VSCode Extensions With 1.5M Installs Exfiltrate Code to China
Two AI coding assistants on Microsoft's marketplace steal source code and credentials in real-time. Extensions use hidden iframes and analytics SDKs to profile developers.
Two malicious extensions on Microsoft's Visual Studio Code Marketplace have been quietly exfiltrating developer source code and credentials to servers in China. Combined, the extensions have over 1.5 million installations.
Security researchers at Koi identified the campaign, which they've dubbed "MaliciousCorgi." Unlike the GlassWorm attacks targeting macOS developers via Open VSX, these extensions operated directly within Microsoft's official marketplace, exploiting the trust developers place in the platform.
The Extensions
ChatGPT – 中文版 (publisher: WhenSunset) - 1.34 million installs ChatMoss/CodeMoss (publisher: zhukunpeng) - 150,000 installs
Both extensions advertise themselves as AI-powered coding assistants, and they actually deliver that functionality. The legitimate features masked the data theft happening underneath.
How the Theft Works
Koi researchers identified three distinct data collection mechanisms operating simultaneously:
Real-time file monitoring: "The moment you open any file—not interact with it, just open it—the extension reads its entire contents, encodes it as Base64, and sends it to a webview" containing a hidden tracking iframe. Simply opening a file triggers exfiltration.
Server-controlled harvesting: On command, the extensions can exfiltrate up to 50 files from a victim's workspace per activation. This allows targeted theft of specific files like configuration files, .env files containing API keys, or source code from particular directories.
Behavioral profiling: Zero-pixel iframes load four commercial analytics SDKs—Zhuge.io, GrowingIO, TalkingData, and Baidu Analytics—to track developer behavior, fingerprint devices, and monitor editor activity.
What Gets Stolen
The extensions target high-value data:
- Private source code (any file opened in the editor)
- Configuration files
- Cloud service credentials
- .env files containing API keys and secrets
- SSH keys and tokens
For developers working on proprietary software, the implications are severe. Source code represents intellectual property, and .env files often contain production credentials for cloud services, databases, and third-party APIs.
Broader Supply Chain Concerns
This discovery adds to a growing pattern. Earlier this month, we covered Chrome extensions stealing AI chatbot conversations and the Workday/NetSuite session hijacking campaign. Developers face supply chain risks from multiple directions.
ReversingLabs reported that malicious VSCode extension detections grew from 27 in 2024 to 105 in the first ten months of 2025—a nearly 4x increase. The trend line shows no sign of flattening.

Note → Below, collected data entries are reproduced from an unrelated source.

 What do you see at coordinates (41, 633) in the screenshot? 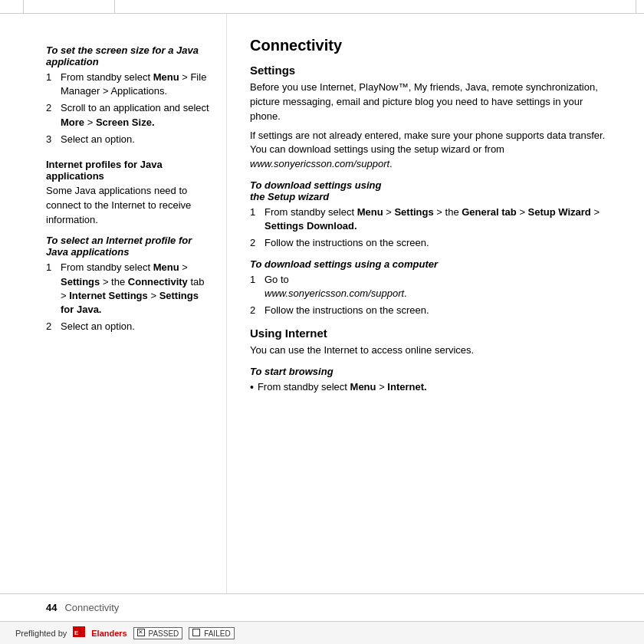
I see `preflight-text: Preflighted by` at bounding box center [41, 633].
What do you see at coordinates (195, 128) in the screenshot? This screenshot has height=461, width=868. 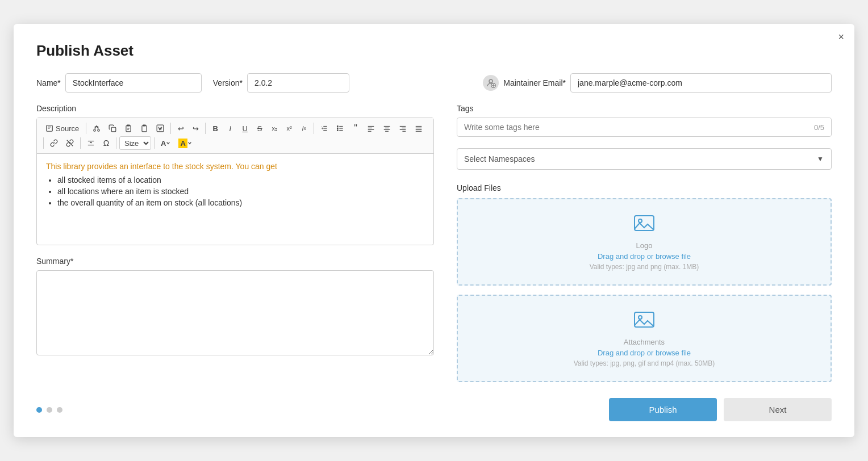 I see `redo-button: ↪` at bounding box center [195, 128].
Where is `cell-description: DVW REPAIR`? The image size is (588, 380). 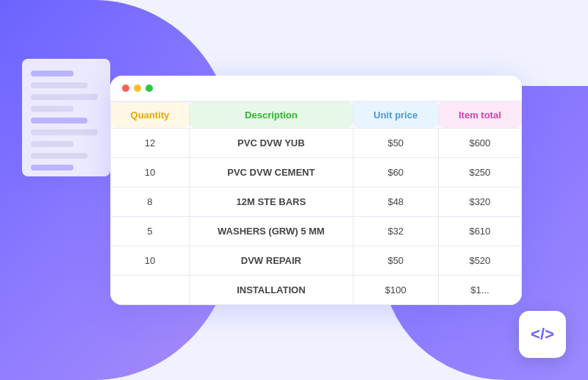
cell-description: DVW REPAIR is located at coordinates (270, 260).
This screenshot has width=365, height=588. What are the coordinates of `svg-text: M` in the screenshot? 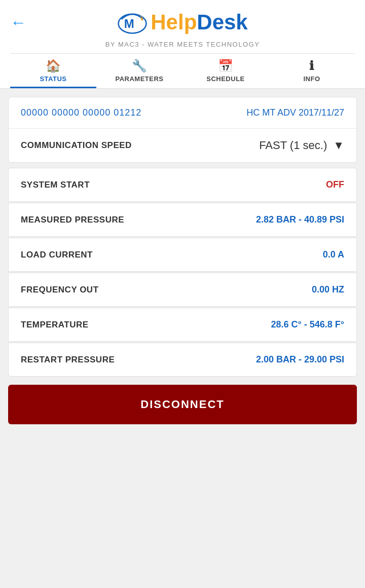 It's located at (129, 23).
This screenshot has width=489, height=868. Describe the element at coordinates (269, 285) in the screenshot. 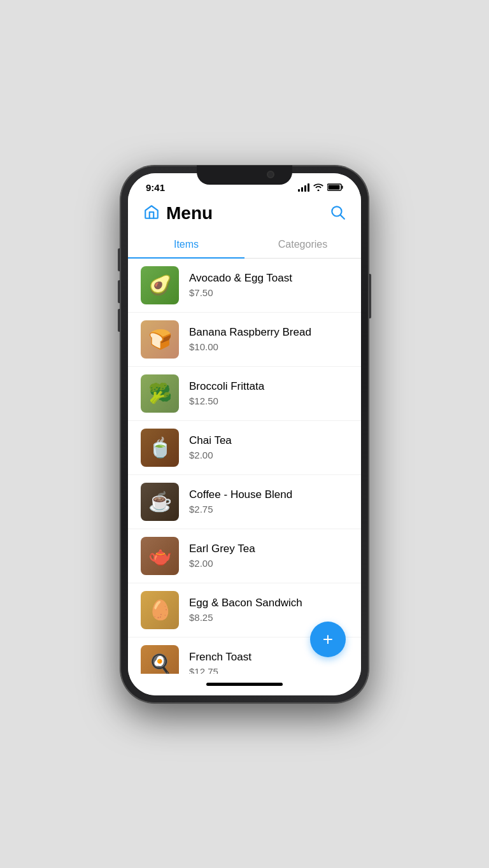

I see `item-info: Avocado & Egg Toast $7.50` at that location.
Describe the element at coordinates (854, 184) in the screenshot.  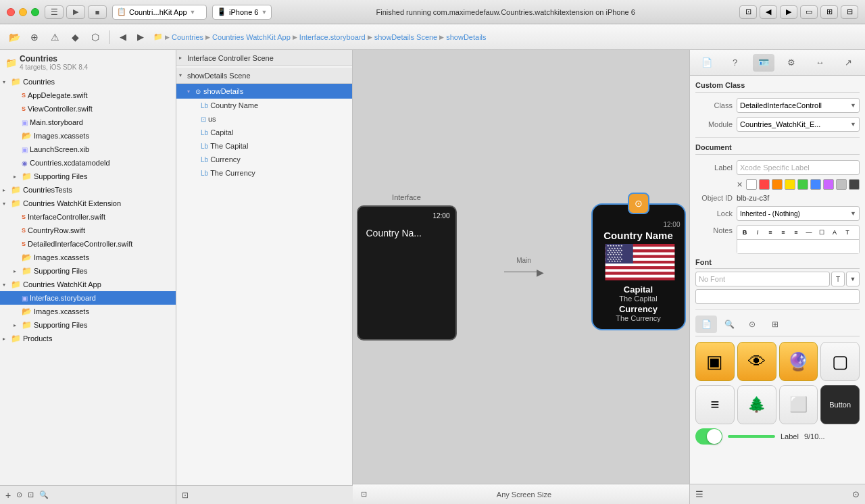
I see `color-dark` at that location.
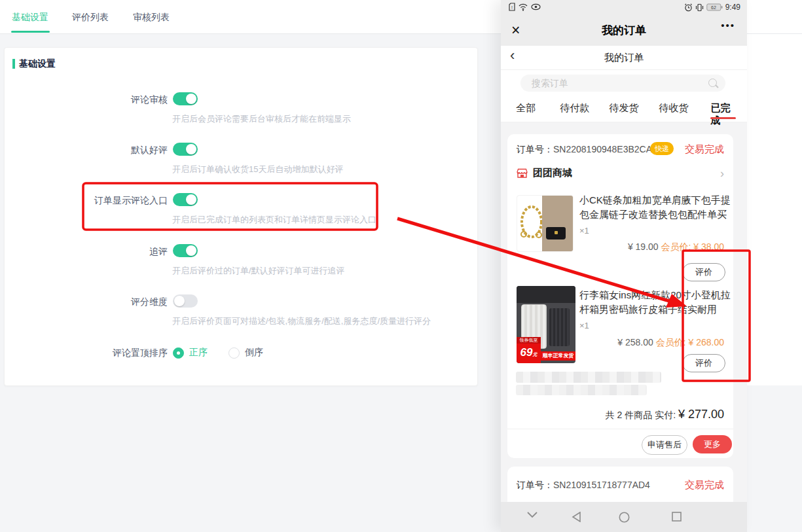 This screenshot has width=802, height=532. Describe the element at coordinates (659, 207) in the screenshot. I see `product-title: 小CK链条加粗加宽单肩腋下包手提包金属链子改造替换包包配件单买` at that location.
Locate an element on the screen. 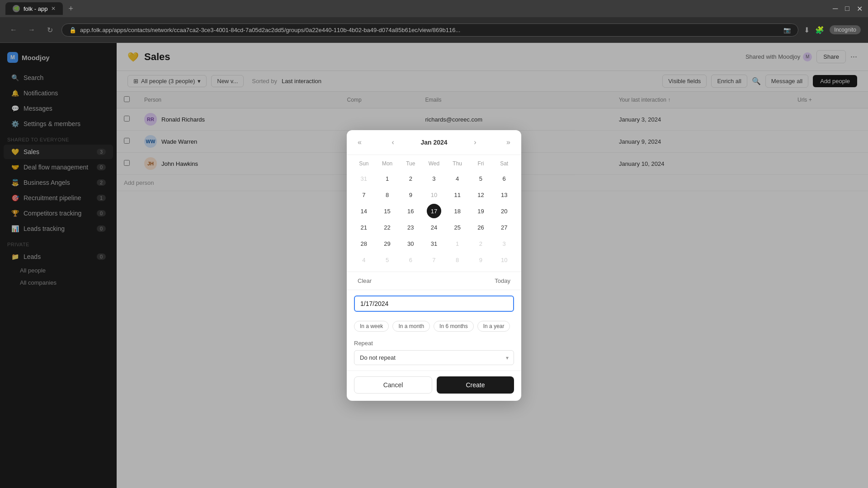 The height and width of the screenshot is (488, 868). weekday-tue: Tue is located at coordinates (410, 164).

Microsoft's marketplace review process clearly isn't catching sophisticated threats. Extensions can pass inspection with legitimate functionality while hiding data exfiltration in obfuscated code or analytics calls.
Recommendations
Organizations with developers should audit installed VSCode extensions immediately:
- Remove the identified extensions - Uninstall ChatGPT – 中文版 and ChatMoss/CodeMoss from all developer workstations
- Rotate compromised credentials - Assume any API keys or secrets in .env files may be compromised
- Review extension permissions - Legitimate extensions rarely need broad file system access
- Consider extension allowlists - Enterprise deployments can restrict which extensions developers install
- Monitor for data exfiltration - Network monitoring should flag unusual Base64-encoded traffic to analytics domains
The MaliciousCorgi extensions demonstrate that installation counts and apparent legitimacy don't guarantee safety. With 1.5 million combined installations, these extensions were hiding in plain sight on a major platform for months.